Graphic Photos Begin Long-Awaited 'Grim Sleeper' Trial
LOS ANGELES (AP) — Their bodies were dumped in alleys and garbage bins in South Los Angeles, some naked, some covered with mattresses and trash. Most had been shot in the chest after some type of sexual contact, others strangled.
As prosecutor Beth Silverman showed photo after photo of the 10 victims to a packed courtroom on Tuesday, family members of the dead young women shook as they wept. Some covered their faces, others had to walk out.
It was an emotional beginning to the long-awaited "Grim Sleeper" trial more than 30 years after the first victim's death.
Lonnie Franklin Jr. has pleaded not guilty to killing nine women and a 15-year-old girl between 1985 and 2007 in one of the city's most notorious serial killer cases. Franklin, 63, has been behind bars awaiting trial for nearly six years since his arrest in 2010.
The "Grim Sleeper" nickname was coined because of an apparent 14-year gap in the murders between 1988 and 2002.
Police have dueling theories about the gap. Some think the killings stopped after one intended victim survived in 1988, scaring off the attacker. Other investigators believe there were more victims but their bodies just weren't found.
In her opening statement to jurors, Silverman said Franklin took advantage of the crack cocaine epidemic in South Los Angeles, targeting women "willing to sell their bodies and their souls in order to gratify their dependency on this powerful drug."
Autopsies showed all but one victim had cocaine in their systems when they were killed. Some had turned to prostitution.
"This was the perfect opportunity for someone who preyed on women," Silverman said. "Someone who knew the streets and the dark alleys by heart, someone who lived there and was able to blend in, someone who knew where the drug-addicted women and perhaps prostitutes would congregate and who knew how to lure potential victims into the darkness and the isolation of a vehicle through the promise of crack."
Franklin's attorney Seymour Amster will deliver his opening statement later in the trial.
"There's more to it than people want to believe," Amster told The Associated Press last week.
Silverman said the killings all were linked by firearms or DNA that matched Franklin. She also showed jurors photos that Franklin had in his home of two victims, including one who had just been shot in the chest when she was photographed.
As many as 30 detectives investigated the Grim Sleeper killings in the 1980s. They exhausted leads within a few years.
A special squad of detectives was assembled after the most recent killing, the June 2007 shooting of 25-year-old Janecia Peters, whose naked body was found in the fetal position inside a trash bag.
Police arrested Franklin three years later after his DNA was connected to more than a dozen crime scenes.
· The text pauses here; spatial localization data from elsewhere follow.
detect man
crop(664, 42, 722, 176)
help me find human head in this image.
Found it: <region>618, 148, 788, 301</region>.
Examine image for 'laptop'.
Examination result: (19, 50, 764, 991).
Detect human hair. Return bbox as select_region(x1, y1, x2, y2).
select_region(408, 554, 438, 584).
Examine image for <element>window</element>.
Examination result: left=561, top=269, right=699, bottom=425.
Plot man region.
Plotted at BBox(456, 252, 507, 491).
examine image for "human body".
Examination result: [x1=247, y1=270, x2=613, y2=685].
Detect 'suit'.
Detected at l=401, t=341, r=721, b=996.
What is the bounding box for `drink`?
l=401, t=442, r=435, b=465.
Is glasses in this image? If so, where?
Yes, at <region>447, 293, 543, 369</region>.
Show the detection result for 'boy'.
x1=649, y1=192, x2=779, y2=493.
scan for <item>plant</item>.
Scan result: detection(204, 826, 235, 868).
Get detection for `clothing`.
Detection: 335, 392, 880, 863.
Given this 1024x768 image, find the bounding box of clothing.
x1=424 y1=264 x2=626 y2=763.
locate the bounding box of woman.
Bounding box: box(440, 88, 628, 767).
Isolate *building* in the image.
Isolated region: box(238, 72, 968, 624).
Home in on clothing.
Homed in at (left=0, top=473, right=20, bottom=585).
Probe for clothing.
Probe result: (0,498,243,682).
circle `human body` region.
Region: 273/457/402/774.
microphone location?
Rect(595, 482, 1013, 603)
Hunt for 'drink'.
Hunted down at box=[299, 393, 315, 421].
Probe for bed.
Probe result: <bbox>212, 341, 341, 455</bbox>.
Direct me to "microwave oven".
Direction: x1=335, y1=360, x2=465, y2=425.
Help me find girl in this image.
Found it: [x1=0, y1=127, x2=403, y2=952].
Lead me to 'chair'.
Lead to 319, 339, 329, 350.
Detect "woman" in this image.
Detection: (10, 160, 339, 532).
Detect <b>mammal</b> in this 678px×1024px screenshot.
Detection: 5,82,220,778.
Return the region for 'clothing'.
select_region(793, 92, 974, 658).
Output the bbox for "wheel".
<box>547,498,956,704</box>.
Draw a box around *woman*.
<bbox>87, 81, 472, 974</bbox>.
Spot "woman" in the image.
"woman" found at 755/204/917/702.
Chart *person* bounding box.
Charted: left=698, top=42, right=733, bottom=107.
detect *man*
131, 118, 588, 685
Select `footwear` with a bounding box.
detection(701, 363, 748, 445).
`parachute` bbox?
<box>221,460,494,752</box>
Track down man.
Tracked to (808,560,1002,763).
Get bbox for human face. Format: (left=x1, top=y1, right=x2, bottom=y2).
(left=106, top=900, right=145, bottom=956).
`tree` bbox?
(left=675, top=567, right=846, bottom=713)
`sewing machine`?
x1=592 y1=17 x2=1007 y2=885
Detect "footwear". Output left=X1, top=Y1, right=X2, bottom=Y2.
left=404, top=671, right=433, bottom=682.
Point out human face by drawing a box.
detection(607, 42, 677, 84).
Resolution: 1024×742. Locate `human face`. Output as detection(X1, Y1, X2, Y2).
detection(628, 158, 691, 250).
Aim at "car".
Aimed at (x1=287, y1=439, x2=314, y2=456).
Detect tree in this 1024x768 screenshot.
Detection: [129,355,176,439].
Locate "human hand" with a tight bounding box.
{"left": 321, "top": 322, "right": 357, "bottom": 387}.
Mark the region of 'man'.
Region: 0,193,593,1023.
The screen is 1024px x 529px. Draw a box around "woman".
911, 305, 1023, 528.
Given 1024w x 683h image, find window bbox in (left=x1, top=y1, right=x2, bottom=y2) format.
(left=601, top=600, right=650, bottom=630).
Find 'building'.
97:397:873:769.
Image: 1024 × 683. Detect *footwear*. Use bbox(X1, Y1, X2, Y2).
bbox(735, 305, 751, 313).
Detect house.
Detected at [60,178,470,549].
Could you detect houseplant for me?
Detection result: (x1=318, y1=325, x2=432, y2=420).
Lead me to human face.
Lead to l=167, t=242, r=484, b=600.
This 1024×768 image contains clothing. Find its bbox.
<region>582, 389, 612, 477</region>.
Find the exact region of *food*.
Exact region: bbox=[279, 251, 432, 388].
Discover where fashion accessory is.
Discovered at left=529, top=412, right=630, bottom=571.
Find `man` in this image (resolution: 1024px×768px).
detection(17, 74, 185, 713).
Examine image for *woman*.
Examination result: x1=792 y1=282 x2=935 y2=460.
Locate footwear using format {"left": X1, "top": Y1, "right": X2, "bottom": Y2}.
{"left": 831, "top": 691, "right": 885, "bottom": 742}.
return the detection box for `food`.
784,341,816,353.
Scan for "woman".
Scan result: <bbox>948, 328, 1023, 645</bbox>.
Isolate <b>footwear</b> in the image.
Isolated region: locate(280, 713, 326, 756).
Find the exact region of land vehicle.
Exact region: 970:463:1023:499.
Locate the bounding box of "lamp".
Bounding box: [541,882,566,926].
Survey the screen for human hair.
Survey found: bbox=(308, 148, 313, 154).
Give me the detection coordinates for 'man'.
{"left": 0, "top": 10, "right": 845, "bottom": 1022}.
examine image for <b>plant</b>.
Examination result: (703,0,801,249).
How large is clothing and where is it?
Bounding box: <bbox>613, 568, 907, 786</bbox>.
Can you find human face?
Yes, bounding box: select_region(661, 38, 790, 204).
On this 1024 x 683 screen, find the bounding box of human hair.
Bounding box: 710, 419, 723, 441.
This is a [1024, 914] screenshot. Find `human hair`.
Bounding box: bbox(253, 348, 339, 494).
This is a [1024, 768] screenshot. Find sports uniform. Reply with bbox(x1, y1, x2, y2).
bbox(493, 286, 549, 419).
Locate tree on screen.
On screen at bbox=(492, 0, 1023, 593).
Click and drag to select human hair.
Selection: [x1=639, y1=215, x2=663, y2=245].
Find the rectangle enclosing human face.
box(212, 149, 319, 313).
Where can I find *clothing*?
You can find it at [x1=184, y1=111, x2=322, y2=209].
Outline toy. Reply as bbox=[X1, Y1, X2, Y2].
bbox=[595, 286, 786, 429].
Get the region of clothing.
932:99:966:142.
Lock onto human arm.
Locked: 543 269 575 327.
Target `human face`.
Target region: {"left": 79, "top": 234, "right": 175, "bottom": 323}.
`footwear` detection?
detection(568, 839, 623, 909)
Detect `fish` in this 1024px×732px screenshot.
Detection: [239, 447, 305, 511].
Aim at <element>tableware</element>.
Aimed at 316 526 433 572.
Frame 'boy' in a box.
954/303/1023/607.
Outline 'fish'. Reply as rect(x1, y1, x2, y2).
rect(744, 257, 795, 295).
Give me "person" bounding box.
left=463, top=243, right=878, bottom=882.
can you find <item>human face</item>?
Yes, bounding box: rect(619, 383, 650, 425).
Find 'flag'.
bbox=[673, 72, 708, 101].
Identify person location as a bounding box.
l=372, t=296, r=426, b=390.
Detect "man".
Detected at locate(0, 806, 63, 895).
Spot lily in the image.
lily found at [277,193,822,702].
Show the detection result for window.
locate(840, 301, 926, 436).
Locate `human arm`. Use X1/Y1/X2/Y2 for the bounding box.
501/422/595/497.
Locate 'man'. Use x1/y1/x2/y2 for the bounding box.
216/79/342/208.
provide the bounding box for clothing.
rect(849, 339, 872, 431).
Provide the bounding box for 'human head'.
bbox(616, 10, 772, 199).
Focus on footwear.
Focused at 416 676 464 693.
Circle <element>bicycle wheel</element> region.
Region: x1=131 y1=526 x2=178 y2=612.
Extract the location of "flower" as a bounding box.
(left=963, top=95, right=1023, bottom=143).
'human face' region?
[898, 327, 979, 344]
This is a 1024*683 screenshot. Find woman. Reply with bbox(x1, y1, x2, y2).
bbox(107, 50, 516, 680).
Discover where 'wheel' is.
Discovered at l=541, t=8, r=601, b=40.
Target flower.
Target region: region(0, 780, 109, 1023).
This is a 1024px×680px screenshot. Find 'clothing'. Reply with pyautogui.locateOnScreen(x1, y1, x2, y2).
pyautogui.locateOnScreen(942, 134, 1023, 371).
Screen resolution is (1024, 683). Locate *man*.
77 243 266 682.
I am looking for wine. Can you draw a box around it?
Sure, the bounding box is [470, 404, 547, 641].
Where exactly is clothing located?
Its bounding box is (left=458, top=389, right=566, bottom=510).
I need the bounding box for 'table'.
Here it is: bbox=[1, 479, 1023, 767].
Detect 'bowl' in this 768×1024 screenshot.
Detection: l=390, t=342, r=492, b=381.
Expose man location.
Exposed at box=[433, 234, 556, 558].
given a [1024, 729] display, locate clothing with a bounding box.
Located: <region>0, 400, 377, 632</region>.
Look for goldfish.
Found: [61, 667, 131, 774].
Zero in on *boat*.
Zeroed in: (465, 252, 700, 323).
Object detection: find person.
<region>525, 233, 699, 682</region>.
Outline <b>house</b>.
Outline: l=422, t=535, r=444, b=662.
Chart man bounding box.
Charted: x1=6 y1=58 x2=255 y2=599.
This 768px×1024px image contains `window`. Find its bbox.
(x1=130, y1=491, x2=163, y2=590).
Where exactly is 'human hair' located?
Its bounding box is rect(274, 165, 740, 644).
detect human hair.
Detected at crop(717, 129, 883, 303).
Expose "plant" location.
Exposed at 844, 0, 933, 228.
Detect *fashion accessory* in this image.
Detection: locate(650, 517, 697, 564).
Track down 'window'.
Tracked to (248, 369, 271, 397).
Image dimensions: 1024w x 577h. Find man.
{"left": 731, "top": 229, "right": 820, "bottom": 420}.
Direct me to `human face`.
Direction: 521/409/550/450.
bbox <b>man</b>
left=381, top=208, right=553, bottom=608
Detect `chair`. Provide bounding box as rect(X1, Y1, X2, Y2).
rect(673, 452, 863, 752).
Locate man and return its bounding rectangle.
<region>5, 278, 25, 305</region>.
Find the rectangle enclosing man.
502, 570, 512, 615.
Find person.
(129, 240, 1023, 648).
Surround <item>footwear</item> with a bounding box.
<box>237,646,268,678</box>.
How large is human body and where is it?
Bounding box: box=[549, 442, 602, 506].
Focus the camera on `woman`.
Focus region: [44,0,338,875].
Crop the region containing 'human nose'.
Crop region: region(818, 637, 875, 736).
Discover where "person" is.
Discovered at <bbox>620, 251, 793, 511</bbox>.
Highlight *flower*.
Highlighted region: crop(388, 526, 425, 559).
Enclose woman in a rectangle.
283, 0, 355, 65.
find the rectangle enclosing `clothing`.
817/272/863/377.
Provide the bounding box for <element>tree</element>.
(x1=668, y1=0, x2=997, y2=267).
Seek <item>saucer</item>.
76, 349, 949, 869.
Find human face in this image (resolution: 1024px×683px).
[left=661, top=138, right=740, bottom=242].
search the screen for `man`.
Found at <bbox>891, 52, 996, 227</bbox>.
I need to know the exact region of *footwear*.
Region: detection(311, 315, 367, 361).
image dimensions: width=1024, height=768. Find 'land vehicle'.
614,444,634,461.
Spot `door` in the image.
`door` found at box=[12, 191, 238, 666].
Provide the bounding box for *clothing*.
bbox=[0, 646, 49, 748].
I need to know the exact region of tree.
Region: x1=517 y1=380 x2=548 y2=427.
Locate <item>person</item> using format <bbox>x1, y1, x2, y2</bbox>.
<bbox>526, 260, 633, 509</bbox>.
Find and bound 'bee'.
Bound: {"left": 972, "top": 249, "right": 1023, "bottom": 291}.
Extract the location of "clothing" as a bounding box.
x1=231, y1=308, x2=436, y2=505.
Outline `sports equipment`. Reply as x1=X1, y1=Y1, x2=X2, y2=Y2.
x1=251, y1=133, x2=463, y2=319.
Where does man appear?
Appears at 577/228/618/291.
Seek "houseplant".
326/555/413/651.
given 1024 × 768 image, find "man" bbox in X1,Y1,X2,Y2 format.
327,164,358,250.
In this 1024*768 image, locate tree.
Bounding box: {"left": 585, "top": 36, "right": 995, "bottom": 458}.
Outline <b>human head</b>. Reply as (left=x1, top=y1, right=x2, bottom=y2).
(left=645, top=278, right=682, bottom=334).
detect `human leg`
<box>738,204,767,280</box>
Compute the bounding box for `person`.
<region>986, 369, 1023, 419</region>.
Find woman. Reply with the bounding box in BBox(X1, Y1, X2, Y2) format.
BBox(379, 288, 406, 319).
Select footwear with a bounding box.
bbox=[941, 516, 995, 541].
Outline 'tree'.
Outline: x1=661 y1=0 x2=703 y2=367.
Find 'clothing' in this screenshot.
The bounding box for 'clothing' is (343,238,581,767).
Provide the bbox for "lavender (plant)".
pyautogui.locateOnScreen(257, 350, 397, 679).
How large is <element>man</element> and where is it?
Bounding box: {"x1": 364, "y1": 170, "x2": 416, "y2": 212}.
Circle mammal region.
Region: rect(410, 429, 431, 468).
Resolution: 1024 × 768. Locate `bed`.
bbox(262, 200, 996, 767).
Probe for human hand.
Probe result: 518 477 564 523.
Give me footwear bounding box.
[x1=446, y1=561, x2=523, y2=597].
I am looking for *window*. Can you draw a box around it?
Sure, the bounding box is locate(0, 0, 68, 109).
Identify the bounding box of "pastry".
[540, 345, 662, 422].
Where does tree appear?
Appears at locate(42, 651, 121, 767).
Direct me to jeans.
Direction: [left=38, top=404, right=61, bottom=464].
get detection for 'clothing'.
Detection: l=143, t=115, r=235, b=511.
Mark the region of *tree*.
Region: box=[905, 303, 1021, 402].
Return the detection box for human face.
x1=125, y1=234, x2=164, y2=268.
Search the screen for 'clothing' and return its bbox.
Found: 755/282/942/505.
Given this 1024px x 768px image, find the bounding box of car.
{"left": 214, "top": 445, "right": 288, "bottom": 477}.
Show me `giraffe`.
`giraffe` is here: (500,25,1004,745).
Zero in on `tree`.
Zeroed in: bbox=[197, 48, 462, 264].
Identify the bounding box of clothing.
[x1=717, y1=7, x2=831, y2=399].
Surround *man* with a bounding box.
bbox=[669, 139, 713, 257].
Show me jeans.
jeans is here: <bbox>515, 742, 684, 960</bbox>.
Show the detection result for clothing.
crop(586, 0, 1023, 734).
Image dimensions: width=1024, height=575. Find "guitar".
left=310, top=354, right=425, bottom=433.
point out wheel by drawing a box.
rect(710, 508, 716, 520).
An officer posing as a busboy at a pizza parlor got DNA samples from dishes and utensils Franklin had been using at a birthday party.
Family members of the Grim Sleeper victims and a survivor of the attacks have been frustrated by repeated delays in the case and were eager for the trial to start.
Porter Alexander, the father of one of the victims, was 48 when his 18-year-old daughter was killed. He's now 75.
"The day of reckoning is here," Alexander said last week. "You can't help but be excited that you lived to see an end to this madness. It's been a long road, and I'm glad I'll physically be able to be there."
When photos of his daughter's naked body were shown in court Tuesday, Alexander walked out as other family members comforted his weeping wife.
The Grim Sleeper was among at least three serial killers who stalked Los Angeles-area women during the crack cocaine epidemic in the 1980s and 1990s.
The attacks were dubbed the "Southside Slayer" killings before authorities concluded more than one attacker was involved.